Belarus, a post-Soviet country “squeezed between Europe and Russia”. The most common association is probably Chernobyl and current political regime referred to as “the last dictatorship in Europe”. No surprise that those few photographers who get to that part of Europe focus on one of those issues. Bill Crandall did something very different. He came to Belarus to document everyday life and he spent one decade visiting the country: observing, learning, reflecting. [S]ome images are just surreal, others are very intimate, many are captivating but all of them create beautiful and intriguing narratives […].

full post

Wings of Desire

Since I started teaching in 2008, I haven’t really had a true summer break. Various family matters have always seemed to take over right on cue. I actually finished the week before last, but last week my daughter had not yet started summer camp. So today I mark as the first real day of summer. Meaning hours each day - actual blocks of time - to rest, think, have coffee, read, and of course immerse in long-neglected creative efforts like publishing my Belarus book, making music, developing some web projects, etc.

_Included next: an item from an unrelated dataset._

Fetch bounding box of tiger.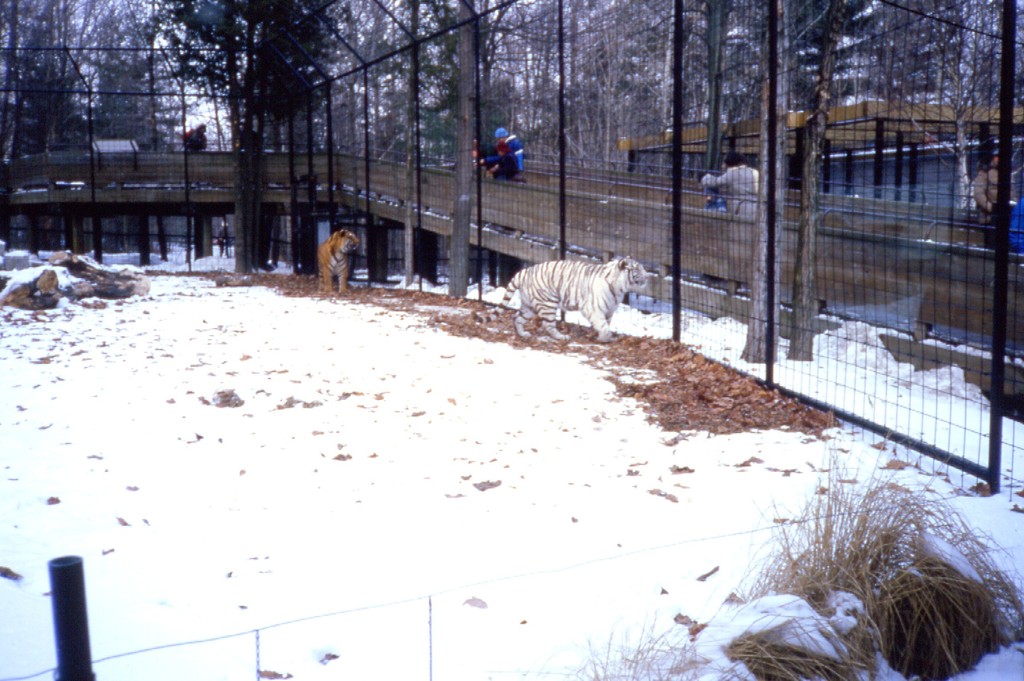
Bbox: (x1=321, y1=229, x2=361, y2=296).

So I watched Wings of Desire again the other day on DVD - as normal creative sustenance, to revisit the late Peter Falk’s role, and to see how it all holds up. Man, not only does it hold up, it’s perhaps gotten better since it was made in the 80s. Then I watched it again today, this time with the running commentary by Wim Wenders and Falk switched on.

My goodness I’m glad I did. In a gentle, almost languid way, they (mostly Wenders but Falk too) provide beautiful and often profound insight into so many new layers of the film. You will make connections you didn’t perceive before, more fully appreciate the truly amazing BW cinematography, and grasp what a miraculous and unique movie it really is:

That Wenders was working without a script or storyboards. That the circus was named for Henri Alekan, the film’s cinematographer (of Roman Holiday and La Belle et la Bête fame, among many others). That many of Peter Falk’s scenes - like sketching the old woman, and trying on all the different hats - were based on things Falk himself was doing anyway on set. How much of a historical document the film has become with all the recent changes in the Berlin cityscape. That Solveig Dommartin did all her own trapeze work, all without a net even during training, and once badly fell. That there was an alternative ending with Cassiel, the other angel, becoming human too.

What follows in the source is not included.